Saturday, January 30, 2016

Affairs of the Heart

First published in The Camden Chronicle November 15, 1989

If I have been abnormally quiet lately, it is because of affairs of the heart. No!! Not that kind of affairs of the heart. I'm still living at the same address, still consorting with the same woman.

The heart affairs I'm talking about are the kind that wake you up in the middle of the night with pains in the chest. There's a quick ride to a nearby hospital where they do an EKG, compare it with one taken last year during a regular check up and announce there have been changes in the graph. Then, on to Intensive Care for 72 hours.

After this, I'm transferred to another hospital where a four-way heart bypass operation* is performed. Oh, the wonders of modern science!

Twenty years ago, I probably could have looked forward to spending the rest of my days in dull servitude to pain and shortness of breath. Instead, my surgeon tells me that in three months or less, I can go back to work.

The surgeon is a remarkable person. He breaks open the chest in much the same way that a coal miner breaks open the earth to extract ore. The surgeon and miner know exactly what they are looking for: the miner has his eyes out for a seam of coal, the surgeon is looking for the heart valves that are plugged, the ones he must pass. When he fines them, he strips a vein from the leg or other part of the body, cuts it into short pieces and sews them into the heart to bypass the blocked section.

The patient, of course, knows nothing about what is going on inside his body during the operation, which is a good thing. This patient would have died of fright if he had been aware of what was happening during surgery.

The first 48 hours after surgery, the patient is treated in much the same way as a wood cutter treats a log. There are so many pipes, valves, and wires emanating from the body, the patient looks and feels like a cut of wood before the small limbs are trimmed off.

Vital signs and bodily functions are checked constantly. Doctors gaze and grin, proud of the work they have performed. Nurses poke, prick and pluck, taking blood, smoothing bed clothes, and speaking encouraging words to prevent the patient from lapsing into a blue funk.

Therapists come three times a day to beat the patient's back. This is to keep congestion from building up in the lungs; pneumonia is always a post surgery danger with this kind of operation.

On the third day after surgery, I'm transferred to a ward with three other patients like myself. Now the monitoring becomes much less severe. I'm permitted to walk to the bathroom. This is progress. The pipes, valves, and wires have been reduced to two lines and a tube which is built on wheels and rolls with me as I walk.

After five days in the ward, I'm sent home. I slept better, felt better and thought straighter.

My doctor says he's pleased with the progress I've made so far. But it is slow at best. Patience has never been one of my virtues. There is only one word that can be used in a family newspaper to describe this confinement. That word is ORDEAL. All other descriptive words border on profane. I'm glad it's over. I'm glad I had it done. But I sincerely hope you never have to go through it.


*Editor's note:
The terminology sounds a little archaic now, but in the 80s, when the surgery was new, this was the common term for a quadruple bypass in the area of Michigan where Jim lived.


Problem to solve:
Wherever an image appears in the records, exclude it, and reproduce everything else exactly.

Input material:
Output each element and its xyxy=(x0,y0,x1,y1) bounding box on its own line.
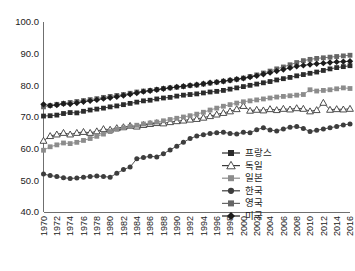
data-marker xyxy=(128,165,133,170)
data-marker xyxy=(54,142,59,147)
data-marker xyxy=(268,127,273,132)
data-marker xyxy=(88,136,93,141)
data-marker xyxy=(201,91,206,96)
data-marker xyxy=(41,148,46,153)
data-marker xyxy=(148,121,153,126)
data-marker xyxy=(54,113,59,118)
x-tick-label: 2012 xyxy=(319,216,329,236)
data-marker xyxy=(61,141,66,146)
legend-label: 미국 xyxy=(245,210,263,221)
data-marker xyxy=(281,76,286,81)
data-marker xyxy=(334,54,339,59)
data-marker xyxy=(48,113,53,118)
data-marker xyxy=(274,95,279,100)
data-marker xyxy=(188,92,193,97)
x-tick-label: 2016 xyxy=(345,216,355,236)
data-marker xyxy=(128,101,133,106)
data-marker xyxy=(314,128,319,133)
data-marker xyxy=(307,61,313,67)
data-marker xyxy=(233,106,240,112)
legend-label: 영국 xyxy=(245,197,263,208)
legend-item-일본[interactable]: 일본 xyxy=(222,172,263,183)
x-tick-label: 1988 xyxy=(159,216,169,236)
data-marker xyxy=(261,125,266,130)
y-tick-label: 60.0 xyxy=(21,143,40,154)
data-marker xyxy=(194,134,199,139)
data-marker xyxy=(154,97,159,102)
y-tick-label: 40.0 xyxy=(21,206,40,217)
data-marker xyxy=(114,104,119,109)
legend-item-프랑스[interactable]: 프랑스 xyxy=(222,147,272,158)
data-marker xyxy=(281,127,286,132)
y-tick-label: 100.0 xyxy=(15,16,39,27)
data-marker xyxy=(221,88,226,93)
legend-item-영국[interactable]: 영국 xyxy=(222,197,263,208)
data-marker xyxy=(181,115,186,120)
data-marker xyxy=(174,144,179,149)
x-tick-label: 2008 xyxy=(292,216,302,236)
data-marker xyxy=(300,62,306,68)
data-marker xyxy=(321,55,326,60)
data-marker xyxy=(141,155,146,160)
chart-container: 40.050.060.070.080.090.0100.0 1970197219… xyxy=(0,0,355,271)
data-marker xyxy=(94,134,99,139)
legend-item-한국[interactable]: 한국 xyxy=(222,185,263,196)
data-marker xyxy=(321,88,326,93)
data-marker xyxy=(208,90,213,95)
data-marker xyxy=(201,132,206,137)
data-marker xyxy=(54,174,59,179)
data-marker xyxy=(308,87,313,92)
data-marker xyxy=(241,130,246,135)
data-marker xyxy=(234,101,239,106)
data-marker xyxy=(328,87,333,92)
data-marker xyxy=(101,106,106,111)
data-marker xyxy=(228,188,234,194)
data-marker xyxy=(288,93,293,98)
legend-item-독일[interactable]: 독일 xyxy=(222,160,263,171)
data-marker xyxy=(268,79,273,84)
data-marker xyxy=(261,97,266,102)
data-marker xyxy=(308,57,313,62)
data-marker xyxy=(161,151,166,156)
data-marker xyxy=(293,105,300,111)
data-marker xyxy=(121,167,126,172)
x-tick-labels: 1970197219741976197819801982198419861988… xyxy=(39,216,355,236)
data-marker xyxy=(347,105,354,111)
data-marker xyxy=(101,132,106,137)
data-marker xyxy=(221,130,226,135)
data-marker xyxy=(294,124,299,129)
x-tick-label: 1992 xyxy=(185,216,195,236)
data-marker xyxy=(254,127,259,132)
data-marker xyxy=(154,120,159,125)
data-marker xyxy=(108,104,113,109)
data-marker xyxy=(168,147,173,152)
data-marker xyxy=(327,59,333,65)
data-marker xyxy=(341,64,346,69)
chart-legend: 프랑스독일일본한국영국미국 xyxy=(222,147,272,221)
data-marker xyxy=(348,53,353,58)
data-marker xyxy=(321,127,326,132)
data-marker xyxy=(181,93,186,98)
x-tick-label: 1980 xyxy=(105,216,115,236)
data-marker xyxy=(108,175,113,180)
x-tick-label: 1984 xyxy=(132,216,142,236)
data-marker xyxy=(41,114,46,119)
data-marker xyxy=(253,106,260,112)
data-marker xyxy=(228,102,233,107)
data-marker xyxy=(308,129,313,134)
data-marker xyxy=(194,112,199,117)
data-marker xyxy=(241,99,246,104)
data-marker xyxy=(241,84,246,89)
data-marker xyxy=(74,140,79,145)
x-tick-label: 1970 xyxy=(39,216,49,236)
data-marker xyxy=(328,125,333,130)
data-marker xyxy=(201,110,206,115)
data-marker xyxy=(341,122,346,127)
data-marker xyxy=(320,99,327,105)
data-marker xyxy=(267,106,274,112)
data-marker xyxy=(74,110,79,115)
x-tick-label: 2014 xyxy=(332,216,342,236)
data-marker xyxy=(208,108,213,113)
y-tick-label: 50.0 xyxy=(21,175,40,186)
data-marker xyxy=(228,150,234,156)
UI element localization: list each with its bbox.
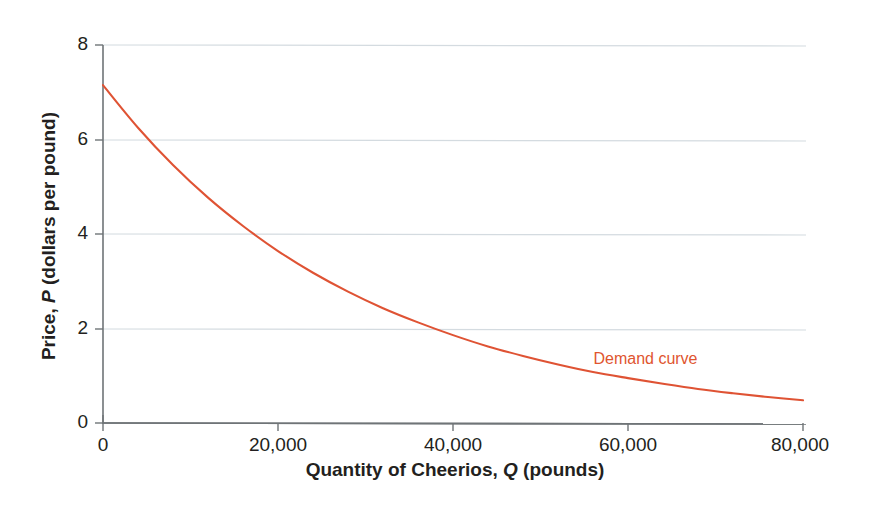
demand-curve-annotation: Demand curve (593, 350, 697, 367)
x-tick-label-0: 0 (98, 434, 109, 455)
y-tick-label-4: 4 (77, 222, 88, 243)
y-tick-label-6: 6 (77, 128, 88, 149)
y-tick-labels: 8 6 4 2 0 (77, 33, 88, 432)
x-axis-title: Quantity of Cheerios, Q (pounds) (306, 459, 605, 480)
y-axis-title: Price, P (dollars per pound) (38, 112, 59, 360)
demand-curve-line (103, 85, 803, 400)
x-tick-label-40000: 40,000 (424, 434, 482, 455)
gridline-y-8 (103, 45, 806, 46)
gridline-y-4 (103, 234, 806, 235)
x-tick-label-20000: 20,000 (249, 434, 307, 455)
gridline-y-6 (103, 140, 806, 141)
x-tick-labels: 0 20,000 40,000 60,000 80,000 (98, 434, 829, 455)
gridlines (103, 45, 806, 330)
y-tick-label-8: 8 (77, 33, 88, 54)
gridline-y-2 (103, 329, 806, 330)
chart-canvas: 8 6 4 2 0 0 20,000 40,000 60,000 80,000 … (0, 0, 871, 507)
y-tick-marks (95, 45, 103, 423)
demand-curve-figure: 8 6 4 2 0 0 20,000 40,000 60,000 80,000 … (0, 0, 871, 507)
x-tick-label-60000: 60,000 (599, 434, 657, 455)
y-tick-label-0: 0 (77, 411, 88, 432)
y-tick-label-2: 2 (77, 317, 88, 338)
x-tick-label-80000: 80,000 (771, 434, 829, 455)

The answer:
Output each element and its xyxy=(x0,y0,x1,y1) bounding box on its own line.
data-marker xyxy=(128,165,133,170)
data-marker xyxy=(54,142,59,147)
data-marker xyxy=(268,127,273,132)
data-marker xyxy=(88,136,93,141)
data-marker xyxy=(201,91,206,96)
data-marker xyxy=(41,148,46,153)
data-marker xyxy=(148,121,153,126)
data-marker xyxy=(54,113,59,118)
x-tick-label: 2012 xyxy=(319,216,329,236)
data-marker xyxy=(61,141,66,146)
legend-label: 미국 xyxy=(245,210,263,221)
data-marker xyxy=(281,76,286,81)
data-marker xyxy=(334,54,339,59)
data-marker xyxy=(48,113,53,118)
data-marker xyxy=(274,95,279,100)
data-marker xyxy=(188,92,193,97)
x-tick-label: 2016 xyxy=(345,216,355,236)
data-marker xyxy=(128,101,133,106)
data-marker xyxy=(314,128,319,133)
data-marker xyxy=(307,61,313,67)
data-marker xyxy=(233,106,240,112)
legend-label: 영국 xyxy=(245,197,263,208)
legend-item-일본[interactable]: 일본 xyxy=(222,172,263,183)
x-tick-label: 1988 xyxy=(159,216,169,236)
data-marker xyxy=(261,125,266,130)
y-tick-label: 60.0 xyxy=(21,143,40,154)
data-marker xyxy=(194,134,199,139)
data-marker xyxy=(154,97,159,102)
y-tick-label: 40.0 xyxy=(21,206,40,217)
data-marker xyxy=(114,104,119,109)
legend-item-프랑스[interactable]: 프랑스 xyxy=(222,147,272,158)
data-marker xyxy=(281,127,286,132)
y-tick-label: 100.0 xyxy=(15,16,39,27)
data-marker xyxy=(221,88,226,93)
legend-item-영국[interactable]: 영국 xyxy=(222,197,263,208)
data-marker xyxy=(181,115,186,120)
data-marker xyxy=(174,144,179,149)
x-tick-label: 2008 xyxy=(292,216,302,236)
data-marker xyxy=(300,62,306,68)
data-marker xyxy=(321,55,326,60)
data-marker xyxy=(141,155,146,160)
chart-container: 40.050.060.070.080.090.0100.0 1970197219… xyxy=(0,0,355,271)
data-marker xyxy=(94,134,99,139)
legend-item-한국[interactable]: 한국 xyxy=(222,185,263,196)
data-marker xyxy=(321,88,326,93)
data-marker xyxy=(208,90,213,95)
data-marker xyxy=(201,132,206,137)
data-marker xyxy=(54,174,59,179)
data-marker xyxy=(308,87,313,92)
data-marker xyxy=(241,130,246,135)
data-marker xyxy=(234,101,239,106)
data-marker xyxy=(328,87,333,92)
data-marker xyxy=(101,106,106,111)
data-marker xyxy=(228,188,234,194)
data-marker xyxy=(288,93,293,98)
legend-item-독일[interactable]: 독일 xyxy=(222,160,263,171)
data-marker xyxy=(268,79,273,84)
data-marker xyxy=(261,97,266,102)
data-marker xyxy=(308,57,313,62)
data-marker xyxy=(161,151,166,156)
data-marker xyxy=(293,105,300,111)
data-marker xyxy=(121,167,126,172)
x-tick-labels: 1970197219741976197819801982198419861988… xyxy=(39,216,355,236)
data-marker xyxy=(347,105,354,111)
data-marker xyxy=(101,132,106,137)
data-marker xyxy=(221,130,226,135)
data-marker xyxy=(294,124,299,129)
x-tick-label: 1992 xyxy=(185,216,195,236)
data-marker xyxy=(254,127,259,132)
data-marker xyxy=(154,120,159,125)
data-marker xyxy=(108,104,113,109)
data-marker xyxy=(168,147,173,152)
data-marker xyxy=(327,59,333,65)
data-marker xyxy=(341,64,346,69)
chart-legend: 프랑스독일일본한국영국미국 xyxy=(222,147,272,221)
data-marker xyxy=(348,53,353,58)
data-marker xyxy=(321,127,326,132)
data-marker xyxy=(181,93,186,98)
x-tick-label: 1980 xyxy=(105,216,115,236)
data-marker xyxy=(108,175,113,180)
x-tick-label: 1984 xyxy=(132,216,142,236)
data-marker xyxy=(41,114,46,119)
data-marker xyxy=(253,106,260,112)
data-marker xyxy=(228,102,233,107)
data-marker xyxy=(308,129,313,134)
data-marker xyxy=(194,112,199,117)
data-marker xyxy=(241,99,246,104)
data-marker xyxy=(241,84,246,89)
data-marker xyxy=(74,140,79,145)
x-tick-label: 1970 xyxy=(39,216,49,236)
data-marker xyxy=(328,125,333,130)
data-marker xyxy=(201,110,206,115)
data-marker xyxy=(341,122,346,127)
data-marker xyxy=(320,99,327,105)
data-marker xyxy=(267,106,274,112)
data-marker xyxy=(74,110,79,115)
x-tick-label: 2014 xyxy=(332,216,342,236)
data-marker xyxy=(208,108,213,113)
y-tick-label: 50.0 xyxy=(21,175,40,186)
data-marker xyxy=(228,150,234,156)
UI element localization: list each with its bbox.
demand-curve-annotation: Demand curve (593, 350, 697, 367)
x-tick-label-0: 0 (98, 434, 109, 455)
y-tick-label-4: 4 (77, 222, 88, 243)
y-tick-label-6: 6 (77, 128, 88, 149)
y-tick-labels: 8 6 4 2 0 (77, 33, 88, 432)
x-axis-title: Quantity of Cheerios, Q (pounds) (306, 459, 605, 480)
y-axis-title: Price, P (dollars per pound) (38, 112, 59, 360)
demand-curve-line (103, 85, 803, 400)
x-tick-label-40000: 40,000 (424, 434, 482, 455)
gridline-y-8 (103, 45, 806, 46)
gridline-y-4 (103, 234, 806, 235)
x-tick-label-20000: 20,000 (249, 434, 307, 455)
gridline-y-6 (103, 140, 806, 141)
x-tick-labels: 0 20,000 40,000 60,000 80,000 (98, 434, 829, 455)
gridlines (103, 45, 806, 330)
y-tick-label-8: 8 (77, 33, 88, 54)
gridline-y-2 (103, 329, 806, 330)
chart-canvas: 8 6 4 2 0 0 20,000 40,000 60,000 80,000 … (0, 0, 871, 507)
y-tick-marks (95, 45, 103, 423)
demand-curve-figure: 8 6 4 2 0 0 20,000 40,000 60,000 80,000 … (0, 0, 871, 507)
x-tick-label-60000: 60,000 (599, 434, 657, 455)
y-tick-label-0: 0 (77, 411, 88, 432)
y-tick-label-2: 2 (77, 317, 88, 338)
x-tick-label-80000: 80,000 (771, 434, 829, 455)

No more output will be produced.